Frequently Asked Questions
How often should I check metrics?
For latency and error rate: every 1–5 minutes. For quality metrics (satisfaction, accuracy): every 10–30 minutes (they change more slowly due to lag in collecting user feedback).
Should I use static thresholds or dynamic (baseline-relative) thresholds?
Use dynamic thresholds when baselines vary (e.g., satisfaction varies by day of week). Use static thresholds for absolute requirements (e.g., error rate must be < 1%).
Can I auto-rollback on alert?
Yes, but carefully. Reserve auto-rollback for critical alerts (error rate > 5%, latency p99 > 10x baseline). For quality alerts, notify humans first.
What if a metric is noisy?
Use a longer time window (e.g., 10-minute average instead of 1-minute) or smooth with a moving average.
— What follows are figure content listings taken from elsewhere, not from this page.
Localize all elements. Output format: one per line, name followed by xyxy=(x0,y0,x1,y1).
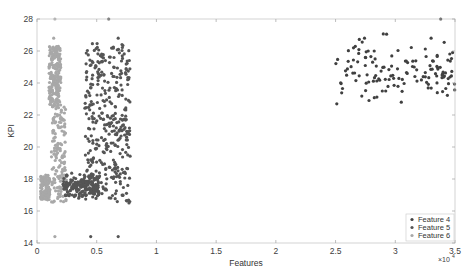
data-point xyxy=(108,166,111,169)
data-point xyxy=(400,101,403,104)
data-point xyxy=(425,55,428,58)
data-point xyxy=(121,94,124,97)
data-point xyxy=(103,104,106,107)
data-point xyxy=(100,71,103,74)
data-point xyxy=(53,153,56,156)
data-point xyxy=(372,80,375,83)
data-point xyxy=(112,124,115,127)
data-point xyxy=(427,86,430,89)
data-point xyxy=(91,139,94,142)
data-point xyxy=(84,102,87,105)
y-tick-label: 24 xyxy=(24,78,34,88)
data-point xyxy=(48,54,51,57)
data-point xyxy=(105,182,108,185)
data-point xyxy=(115,81,118,84)
data-point xyxy=(88,176,91,179)
data-point xyxy=(431,68,434,71)
data-point xyxy=(104,173,107,176)
data-point xyxy=(62,177,65,180)
data-point xyxy=(88,94,91,97)
data-point xyxy=(104,59,107,62)
legend-marker-icon xyxy=(410,226,413,229)
data-point xyxy=(121,114,124,117)
data-point xyxy=(89,235,92,238)
data-point xyxy=(92,127,95,130)
data-point xyxy=(119,180,122,183)
scatter-chart: 00.511.522.533.5 1416182022242628 Featur… xyxy=(0,0,473,277)
data-point xyxy=(425,81,428,84)
data-point xyxy=(102,139,105,142)
data-point xyxy=(124,106,127,109)
data-point xyxy=(54,189,57,192)
data-point xyxy=(397,77,400,80)
data-point xyxy=(380,70,383,73)
data-point xyxy=(364,64,367,67)
data-point xyxy=(59,190,62,193)
data-point xyxy=(108,86,111,89)
data-point xyxy=(127,198,130,201)
data-point xyxy=(100,161,103,164)
data-point xyxy=(89,104,92,107)
data-point xyxy=(374,57,377,60)
data-point xyxy=(110,176,113,179)
data-point xyxy=(54,104,57,107)
y-tick-label: 26 xyxy=(24,46,34,56)
data-point xyxy=(414,59,417,62)
data-point xyxy=(114,197,117,200)
data-point xyxy=(125,143,128,146)
data-point xyxy=(91,77,94,80)
data-point xyxy=(120,49,123,52)
y-tick-label: 16 xyxy=(24,206,34,216)
data-point xyxy=(97,79,100,82)
data-point xyxy=(56,62,59,65)
data-point xyxy=(98,191,101,194)
data-point xyxy=(66,184,69,187)
data-point xyxy=(432,60,435,63)
data-point xyxy=(98,171,101,174)
data-point xyxy=(123,176,126,179)
data-point xyxy=(89,158,92,161)
data-point xyxy=(64,132,67,135)
data-point xyxy=(96,83,99,86)
data-point xyxy=(345,74,348,77)
data-point xyxy=(89,86,92,89)
data-point xyxy=(95,93,98,96)
data-point xyxy=(102,118,105,121)
data-point xyxy=(124,115,127,118)
data-point xyxy=(58,147,61,150)
data-point xyxy=(58,58,61,61)
data-point xyxy=(114,105,117,108)
data-point xyxy=(56,113,59,116)
data-point xyxy=(85,70,88,73)
data-point xyxy=(59,103,62,106)
data-point xyxy=(444,71,447,74)
data-point xyxy=(128,59,131,62)
data-point xyxy=(125,68,128,71)
data-point xyxy=(105,144,108,147)
data-point xyxy=(112,114,115,117)
data-point xyxy=(335,102,338,105)
data-point xyxy=(386,85,389,88)
data-point xyxy=(54,136,57,139)
y-tick-label: 20 xyxy=(24,142,34,152)
data-point xyxy=(119,76,122,79)
data-point xyxy=(54,86,57,89)
data-point xyxy=(93,117,96,120)
data-point xyxy=(65,174,68,177)
data-point xyxy=(65,188,68,191)
data-point xyxy=(396,85,399,88)
data-point xyxy=(58,185,61,188)
y-tick-label: 18 xyxy=(24,174,34,184)
data-point xyxy=(100,53,103,56)
data-point xyxy=(109,117,112,120)
data-point xyxy=(85,181,88,184)
data-point xyxy=(92,186,95,189)
data-point xyxy=(451,51,454,54)
data-point xyxy=(339,81,342,84)
y-axis: 1416182022242628 xyxy=(24,14,455,248)
data-point xyxy=(91,181,94,184)
data-point xyxy=(71,193,74,196)
data-point xyxy=(428,64,431,67)
data-point xyxy=(83,174,86,177)
data-point xyxy=(86,158,89,161)
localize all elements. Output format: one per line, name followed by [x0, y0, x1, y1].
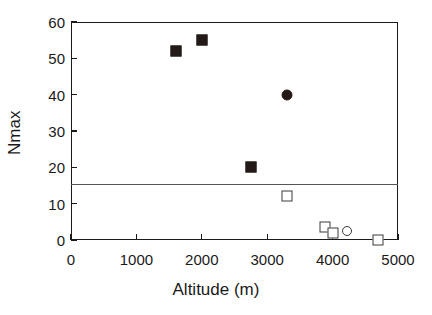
x-axis-title: Altitude (m): [0, 280, 432, 299]
data-point-filled-circle: [281, 89, 292, 100]
y-tick-label: 20: [27, 160, 65, 175]
x-tick: [267, 234, 268, 240]
y-tick-label: 60: [27, 15, 65, 30]
x-tick-label: 4000: [316, 252, 349, 267]
scatter-chart-figure: 010002000300040005000 0102030405060 Alti…: [0, 0, 432, 315]
data-point-open-circle: [342, 226, 352, 236]
x-tick: [397, 234, 398, 240]
x-tick-label: 3000: [251, 252, 284, 267]
plot-area: [71, 22, 398, 240]
x-tick-label: 2000: [185, 252, 218, 267]
threshold-reference-line: [71, 184, 398, 185]
data-point-open-square: [328, 227, 339, 238]
y-tick: [71, 58, 77, 59]
y-tick: [71, 167, 77, 168]
y-tick: [71, 239, 77, 240]
y-tick-label: 0: [27, 233, 65, 248]
data-point-open-square: [373, 235, 384, 246]
x-tick: [136, 234, 137, 240]
y-tick-label: 40: [27, 87, 65, 102]
y-tick-label: 10: [27, 196, 65, 211]
x-tick-label: 5000: [381, 252, 414, 267]
data-point-filled-square: [170, 46, 181, 57]
y-tick-label: 50: [27, 51, 65, 66]
y-tick: [71, 203, 77, 204]
data-point-open-square: [281, 191, 292, 202]
x-tick-label: 0: [67, 252, 75, 267]
data-point-filled-square: [245, 162, 256, 173]
y-axis-title: Nmax: [2, 88, 28, 178]
y-tick: [71, 94, 77, 95]
x-tick: [201, 234, 202, 240]
y-tick: [71, 130, 77, 131]
y-tick: [71, 21, 77, 22]
data-point-filled-square: [196, 35, 207, 46]
x-tick-label: 1000: [120, 252, 153, 267]
y-tick-label: 30: [27, 124, 65, 139]
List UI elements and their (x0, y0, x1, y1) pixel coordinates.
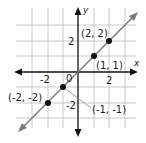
x-axis-label: x (133, 58, 140, 68)
y-axis-label: y (82, 5, 89, 15)
tick-x-neg2: -2 (40, 74, 50, 85)
label-point-2-2: (2, 2) (81, 28, 108, 39)
y-axis-arrow-down-icon (75, 129, 82, 137)
tick-x-2: 2 (106, 75, 112, 86)
point-n1-n1 (60, 84, 66, 90)
y-axis-arrow-up-icon (75, 7, 82, 15)
x-axis-arrow-right-icon (130, 69, 138, 76)
origin-label: 0 (66, 73, 72, 84)
label-point-n2-n2: (-2, -2) (8, 92, 42, 103)
chart-svg: x y 0 -2 2 2 -2 (2, 2) (1, 1) (-2, -2) (… (0, 0, 146, 143)
point-n2-n2 (45, 100, 51, 106)
point-1-1 (91, 53, 97, 59)
tick-y-neg2: -2 (66, 100, 76, 111)
label-point-1-1: (1, 1) (96, 60, 123, 71)
x-axis-arrow-left-icon (14, 69, 22, 76)
tick-y-2: 2 (68, 36, 74, 47)
coordinate-plane-chart: x y 0 -2 2 2 -2 (2, 2) (1, 1) (-2, -2) (… (0, 0, 146, 143)
label-point-n1-n1: (-1, -1) (92, 104, 126, 115)
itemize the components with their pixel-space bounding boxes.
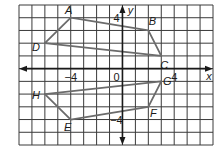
y-axis-arrow-up-icon — [119, 5, 125, 13]
vertex-label-a: A — [64, 4, 72, 16]
vertex-label-f: F — [150, 107, 158, 119]
origin-label: 0 — [113, 71, 119, 83]
vertex-label-c: C — [160, 59, 168, 71]
coordinate-grid-figure: xy−444−40ABCDEFGH — [0, 0, 221, 158]
vertex-label-d: D — [32, 41, 40, 53]
x-tick-label: −4 — [64, 71, 77, 83]
vertex-label-h: H — [32, 89, 40, 101]
polygon-abcd — [45, 18, 161, 56]
y-tick-label: −4 — [110, 114, 123, 126]
x-axis-arrow-left-icon — [19, 66, 27, 72]
vertex-label-e: E — [64, 121, 72, 133]
x-axis-label: x — [205, 70, 212, 82]
y-tick-label: 4 — [113, 12, 119, 24]
vertex-label-b: B — [149, 15, 156, 27]
vertex-label-g: G — [163, 75, 172, 87]
x-tick-label: 4 — [171, 71, 177, 83]
y-axis-arrow-down-icon — [119, 137, 125, 145]
polygon-efgh — [45, 81, 161, 119]
y-axis-label: y — [127, 4, 135, 16]
coordinate-plane: xy−444−40ABCDEFGH — [0, 0, 221, 158]
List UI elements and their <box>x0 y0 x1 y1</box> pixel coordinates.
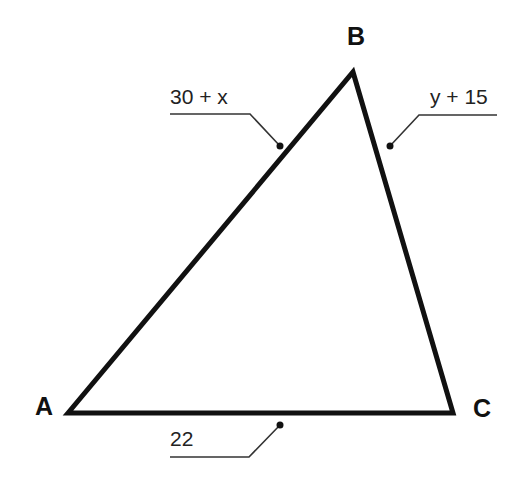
vertex-c-label: C <box>473 394 491 422</box>
side-bc-label: y + 15 <box>430 85 488 108</box>
vertex-a-label: A <box>35 392 53 420</box>
vertex-b-label: B <box>347 22 365 50</box>
triangle-abc <box>68 72 453 413</box>
side-ab-annotation: 30 + x <box>170 85 284 150</box>
side-ab-label: 30 + x <box>170 85 228 108</box>
side-ac-label: 22 <box>170 427 193 450</box>
triangle-diagram: 30 + x y + 15 22 B A C <box>0 0 518 482</box>
side-bc-annotation: y + 15 <box>387 85 498 150</box>
side-ac-annotation: 22 <box>170 422 284 458</box>
diagram-canvas: 30 + x y + 15 22 B A C <box>0 0 518 482</box>
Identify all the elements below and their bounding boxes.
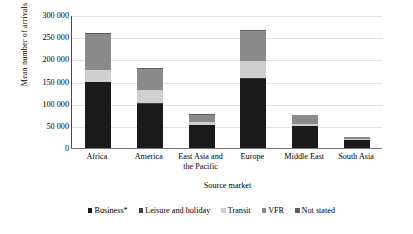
legend-swatch-icon bbox=[139, 208, 144, 213]
bar-segment bbox=[292, 115, 318, 124]
bar-stack bbox=[344, 137, 370, 148]
bar-segment bbox=[240, 61, 266, 79]
legend-label: Not stated bbox=[302, 206, 335, 215]
bar-segment bbox=[85, 34, 111, 70]
bar-stack bbox=[292, 115, 318, 148]
bar-stack bbox=[137, 68, 163, 148]
y-axis-tick-label: 100 000 bbox=[9, 100, 69, 109]
bar-segment bbox=[189, 115, 215, 123]
bar-stack bbox=[240, 30, 266, 148]
bar-segment bbox=[137, 104, 163, 148]
plot-area bbox=[71, 16, 382, 149]
legend-label: Business* bbox=[94, 206, 127, 215]
legend-item[interactable]: Not stated bbox=[295, 206, 335, 215]
x-axis-tick-label: Africa bbox=[71, 152, 123, 162]
legend-label: VFR bbox=[268, 206, 284, 215]
legend-swatch-icon bbox=[88, 208, 93, 213]
legend-item[interactable]: VFR bbox=[262, 206, 284, 215]
x-axis-tick-label: Europe bbox=[227, 152, 279, 162]
legend-item[interactable]: Leisure and holiday bbox=[139, 206, 211, 215]
x-axis-title: Source market bbox=[0, 181, 413, 190]
bar-segment bbox=[189, 125, 215, 148]
bar-segment bbox=[344, 140, 370, 148]
legend-swatch-icon bbox=[295, 208, 300, 213]
y-axis-tick-label: 250 000 bbox=[9, 33, 69, 42]
legend-swatch-icon bbox=[221, 208, 226, 213]
stacked-bar-chart: Mean number of arrivals 300 000250 00020… bbox=[0, 0, 413, 234]
chart-legend: Business*Leisure and holidayTransitVFRNo… bbox=[0, 206, 413, 215]
x-axis-tick-label: South Asia bbox=[330, 152, 382, 162]
y-axis-tick-label: 200 000 bbox=[9, 55, 69, 64]
bar-segment bbox=[137, 69, 163, 90]
y-axis-tick-label: 150 000 bbox=[9, 78, 69, 87]
bar-segment bbox=[85, 70, 111, 82]
bar-segment bbox=[137, 90, 163, 103]
bar-series-container bbox=[72, 16, 382, 148]
y-axis-tick-label: 300 000 bbox=[9, 11, 69, 20]
bar-segment bbox=[240, 31, 266, 61]
legend-label: Transit bbox=[228, 206, 251, 215]
bar-segment bbox=[85, 82, 111, 148]
legend-swatch-icon bbox=[262, 208, 267, 213]
bar-stack bbox=[189, 114, 215, 148]
legend-item[interactable]: Business* bbox=[88, 206, 128, 215]
bar-stack bbox=[85, 33, 111, 148]
bar-segment bbox=[292, 126, 318, 148]
legend-label: Leisure and holiday bbox=[145, 206, 210, 215]
x-axis-tick-label: America bbox=[123, 152, 175, 162]
x-axis-tick-label: Middle East bbox=[278, 152, 330, 162]
x-axis-tick-label: East Asia and the Pacific bbox=[175, 152, 227, 171]
y-axis-tick-label: 50 000 bbox=[9, 122, 69, 131]
y-axis-tick-label: 0 bbox=[9, 144, 69, 153]
bar-segment bbox=[240, 79, 266, 148]
legend-item[interactable]: Transit bbox=[221, 206, 250, 215]
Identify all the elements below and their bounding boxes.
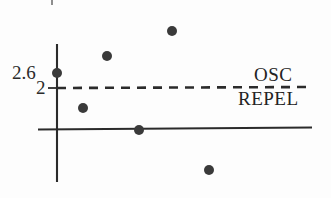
data-point-group [52,26,214,175]
data-point [167,26,177,36]
data-point [134,125,144,135]
scatter-plot-figure: 2.6 2 OSC REPEL [0,0,331,198]
data-point [102,51,112,61]
x-axis-line [38,128,312,130]
region-label-repel: REPEL [238,89,299,108]
y-axis-label-top: 2.6 [12,63,36,82]
region-label-osc: OSC [254,65,292,84]
y-axis-label-threshold: 2 [36,78,46,97]
data-point [52,68,62,78]
data-point [204,165,214,175]
data-point [78,103,88,113]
# Smooth with exponential moving average
ema = 0.7 * current + 0.3 * ema_previous
How do I distinguish a real problem from normal variation?
Use statistical tests. E.g., compare recent mean to historical mean with a t-test; alert only if p < 0.05.
Further Reading
- Prometheus: Time-Series Metrics Monitoring — Open-source metrics collection and alerting.
- Datadog Monitoring and Observability — Commercial tool for monitoring LLM systems.
- Detecting Anomalies with Z-Scores — Statistical foundations.
- SLO and SLI: Service Level Objectives — Google SRE guide to defining reliability targets.